Disaster can strike at any moment. It’s why we insure our vehicles, homes, lives, and of course, our businesses. Our first priority is the safety and wellbeing of ourselves and loved ones. Nothing is harder than coping with human tragedy. Beyond that, though, are disasters that devastate your livelihood and everything you’ve worked for. Specifically, when tragedy strikes your business and you lose precious records or data, life can feel like it’s ended. With the means of prevention available, there is no reason for it to ever come to this.

Documents can be vulnerable to any number of risks. Depending on where and how they are stored, many natural and man-made disasters are always possible. Let me repeat that. Even if unlikely, there is always a possibility that catastrophe will occur. In nature, weather is unpredictable and can bring about minor to massive destruction. Nature is not the only culprit of such misfortune. Accidents happen all the time as a result of faulty wiring, gas leaks, equipment failure, and more. To best ensure your business will withstand anything life can throw at it, you need to determine:

  • The type of disaster that feasibly could happen
  • What information you need to safely recover
  • The format of every bit of data you cannot afford to lose
  • Based on all the above, which back up methods are right for you

What is possible?

Man-made disasters are pretty relevant no matter where you are. Negligence, power outages, building integrity, sabotage, and computer viruses are all examples of things that could happen to just about anyone.

Natural disasters differ based on geographic location. A few examples include: tornadoes, lightning, earthquakes, hurricanes, floods, extreme temperatures, volcanic eruptions, hail, snow, and ice storms.

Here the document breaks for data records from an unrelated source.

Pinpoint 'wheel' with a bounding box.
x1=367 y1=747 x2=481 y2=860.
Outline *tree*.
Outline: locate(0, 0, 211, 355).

Between these two categories of disaster, note which are possible for you and your business.

Valuable information

With a handle on what kinds of risks your documents and data face, you want to write down every kind of information that you would need to recover in the event of misfortune. Some might be:

  • Customer information
  • Inventory
  • Licenses/Certificates
  • Security information
  • Tracking records
  • Financial information
  • Procedures
  • Specifications
  • Drawings
  • Records – employee, client, etc.
  • Video or audio records

For everything you list that would be vital to recover, compare your current disaster recovery against all possible scenarios. For example, if your electronic data is backed up on the hard drive of a computer that has virus protection, what would happen if there was a flood? If you have paper documents secured offsite in a building that can withstand a tornado, what would happen if that building caught fire? Could you still recover this valuable information?

The medium of information

As you go through the list of valued information and how to protect it, it is obvious that paper records are most likely to be lost forever. Most companies have on and/or offsite filing cabinets, boxes, drawers, and shelves full of paper records. Even humidity can deteriorate paper. To back up information kept on paper, there are a few options:

  • Electronic storage: files are scanned onto CDs, DVDs, flash drives, hard drives, web-based storage, or uploaded to the cloud.
  • Microfiche: a flat film that holds a matrix of micro images.
  • Aperture Card: punched or non-punched card with a mounted microfilm image.

Determining the best backup plan for you

Now that you understand what could destroy your documents, which data is vital for your business’ survival, and which records are most at risk, you can start to put together a plan. Here is what you want to consider:

  • Priority: is every record you listed absolutely vital to your business? Focus on the most critical documents and records first.
  • Storage options: nearly every storage system is vulnerable to something. Assess the type of destruction that is possible in your area, and consider an offsite location that is not prone to that. For example, if your business is in an area where hurricanes occur, choose an offsite location that would not be affected by such a disaster. Remember: you should be keeping duplicate copies of everything and storing the two sets of information in separate locations.
  • Integrity: document integrity is easily compromised for paper, microfiche, and aperture cards simply with enough time passing. If your information medium can degrade over time, make a plan to replace it periodically.
  • Accessibility: whatever your retrieval system, it needs to allow for quick and easy access. Without logical indexing, your documents may be difficult to recover, making them no more useful than if they were completely gone.
  • Converting: probably the safest way to protect all non-electronic forms of data is to have it scanned into an electronic format. When these documents are scanned to TIFFs or PDFs, they can be indexed by multiple fields to make retrieval extremely easy.

There are many ways to protect electronically-formatted documents. The cost to rent electronic storage is minimal compared to physical storage. It is easy to store electronic data in multiple locations; it’s also easy to back up the information at regular intervals.

If a power outage or computer/networking hacking is a concern, electronic data can also be converted to eye-readable formats (like microfiche.) For some, this method of information storage makes the most sense.

Overall, take your disaster planning seriously. Be thorough about what you need to do, and create an action plan that will work. (Then do it!) If all goes well, you will never need to rely on your disaster recovery plan. If you need one, however, there is no turning back the clock – what’s gone will be gone. Save the future of your company by planning ahead today.